Posters

      A Modular Cell-Type Focused Inflammatory Process Network Model for Non-diseased Pulmonary Tissue

      Hengstermann, A.; Gebel, S.; Schlage, W. K.; Westra, J. W.; Mathis, C.; Thomson, T.; Wong, B.; Hoang, V.; Veljkovic, E.; Müller, T.; Peck, M.; Lichtner, R. B.; Deehan, R. M.; Hoeng, J.; Peitsch, M. C.
      Conference date
      Aug 28, 2011
      Conference name
      International Conference in Systems Biology (ICSB) 2011
      Topic
      Summary

      Exposure to environmental stressors such as cigarette smoke (CS) elicits a variety of biological responses in humans, including the induction of an inflammatory response. This response is especially pronounced in the lung, where pulmonary cells sit at the interface between the body’s internal and external environments. Since prolonged exposure to CS has been linked to the development and progression of inflammation-related pulmonary diseases, including COPD, a thorough mechanistic understanding of the initial inflammatory pathways modulated by CS is central to understanding disease pathogenesis. We combined a survey of relevant published literature with the computational analysis of multiple transcriptomic data sets to construct a network model (the Inflammatory Process Network [IPN]) of the main pulmonary inflammatory processes. The IPN model was constructed with a modular architecture that captures different processes occurring in key resident pulmonary cells as well as immune cells recruited from the systemic circulation following exposure to cs. From the resulting 23 cell-type specific subsets of the IPN, selected ones were used to evaluate transcriptomic profiling data from lungs of wild-type cd-1 mice exposed to CS for up to 5 months with regard to the activation of inflammatory signaling mechanisms. This revealed that these submodels showed an increased activation in response to continued CS exposure, and that they added molecular granularity and clarified the role of individual cell types to previously identified inflammatory processes. As with our previously built network models (“cell proliferation” and “cell stress”), the IPN will be freely available and, thus, will provide a novel resource to the scientific community with broad applicability to aid in the investigation of inflammatory signaling mechanisms affected by CS and in the study of pulmonary disease pathogenesis in response to CS exposure.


* **AIM OF THE TASK**
Look through the lines of the material and count those containing "Lawsuits". Give that count alone.

* **STORED DATA**

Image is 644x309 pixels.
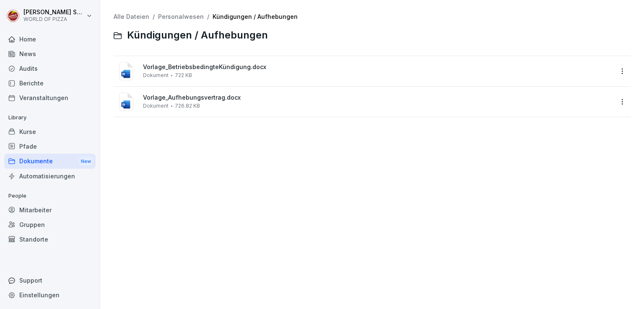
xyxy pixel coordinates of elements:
[143,73,169,78] span: Dokument
[4,189,96,202] p: People
[4,217,96,232] a: Gruppen
[4,139,96,153] a: Pfade
[4,202,96,217] a: Mitarbeiter
[4,90,96,105] a: Veranstaltungen
[4,32,96,47] a: Home
[213,13,298,20] a: Kündigungen / Aufhebungen
[127,30,268,41] span: Kündigungen / Aufhebungen
[4,232,96,246] a: Standorte
[175,103,200,108] span: 726.82 KB
[4,153,96,169] a: DokumenteNew
[175,73,192,78] span: 722 KB
[158,13,204,20] a: Personalwesen
[143,103,169,108] span: Dokument
[4,47,96,61] a: News
[79,157,93,166] div: New
[4,61,96,76] a: Audits
[152,13,154,21] span: /
[114,13,149,20] a: Alle Dateien
[207,13,209,21] span: /
[143,94,613,101] span: Vorlage_Aufhebungsvertrag.docx
[4,76,96,90] a: Berichte
[4,168,96,184] a: Automatisierungen
[23,16,84,22] p: WORLD OF PIZZA
[4,273,96,288] div: Support
[4,153,96,169] div: Dokumente
[23,9,84,16] p: [PERSON_NAME] Seraphim
[4,111,96,124] p: Library
[143,64,613,71] span: Vorlage_BetriebsbedingteKündigung.docx
[4,124,96,139] a: Kurse
[4,288,96,302] a: Einstellungen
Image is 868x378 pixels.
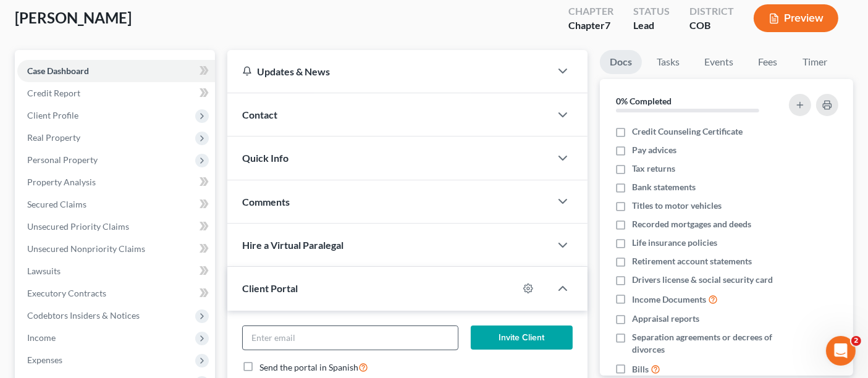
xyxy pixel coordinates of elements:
a: Property Analysis [17,171,215,193]
iframe: Intercom live chat [826,336,856,365]
a: Unsecured Nonpriority Claims [17,238,215,260]
span: Codebtors Insiders & Notices [27,310,140,320]
div: Lead [633,18,670,33]
span: Credit Counseling Certificate [632,125,743,138]
span: Client Profile [27,110,78,121]
span: Unsecured Priority Claims [27,221,129,231]
span: Tax returns [632,163,675,175]
span: Case Dashboard [27,65,89,76]
span: Hire a Virtual Paralegal [242,239,343,251]
div: COB [690,18,734,33]
span: Separation agreements or decrees of divorces [632,331,780,356]
a: Tasks [647,50,690,74]
a: Events [694,50,743,74]
div: Status [633,4,670,18]
span: [PERSON_NAME] [15,9,132,27]
button: Invite Client [471,325,573,350]
a: Timer [793,50,837,74]
span: Unsecured Nonpriority Claims [27,243,145,253]
div: Chapter [568,4,614,18]
span: 2 [851,336,862,346]
span: 7 [605,19,610,31]
a: Executory Contracts [17,282,215,304]
div: District [690,4,734,18]
button: Preview [754,4,839,32]
span: Pay advices [632,144,677,156]
span: Titles to motor vehicles [632,199,722,212]
span: Comments [242,196,290,208]
a: Secured Claims [17,193,215,215]
span: Drivers license & social security card [632,274,773,286]
span: Property Analysis [27,177,96,187]
a: Fees [748,50,788,74]
span: Bills [632,363,649,375]
strong: 0% Completed [616,96,672,106]
a: Credit Report [17,82,215,104]
span: Executory Contracts [27,288,106,298]
span: Quick Info [242,152,289,164]
span: Income [27,332,55,342]
span: Bank statements [632,181,696,193]
span: Appraisal reports [632,313,699,325]
span: Client Portal [242,282,298,294]
a: Lawsuits [17,260,215,282]
span: Send the portal in Spanish [259,362,359,372]
span: Recorded mortgages and deeds [632,218,752,231]
span: Secured Claims [27,199,86,209]
a: Case Dashboard [17,60,215,82]
span: Personal Property [27,154,98,165]
a: Docs [600,50,642,74]
span: Contact [242,109,277,121]
span: Income Documents [632,294,706,306]
div: Chapter [568,18,614,33]
span: Life insurance policies [632,236,717,249]
div: Updates & News [242,65,535,78]
span: Real Property [27,132,80,142]
span: Expenses [27,354,62,365]
span: Retirement account statements [632,255,752,267]
input: Enter email [243,326,458,349]
a: Unsecured Priority Claims [17,215,215,238]
span: Lawsuits [27,266,60,276]
span: Credit Report [27,88,80,98]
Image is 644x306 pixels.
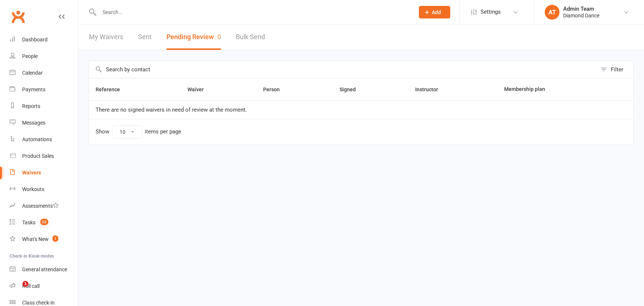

* **EXERCISE SOLUTION**
2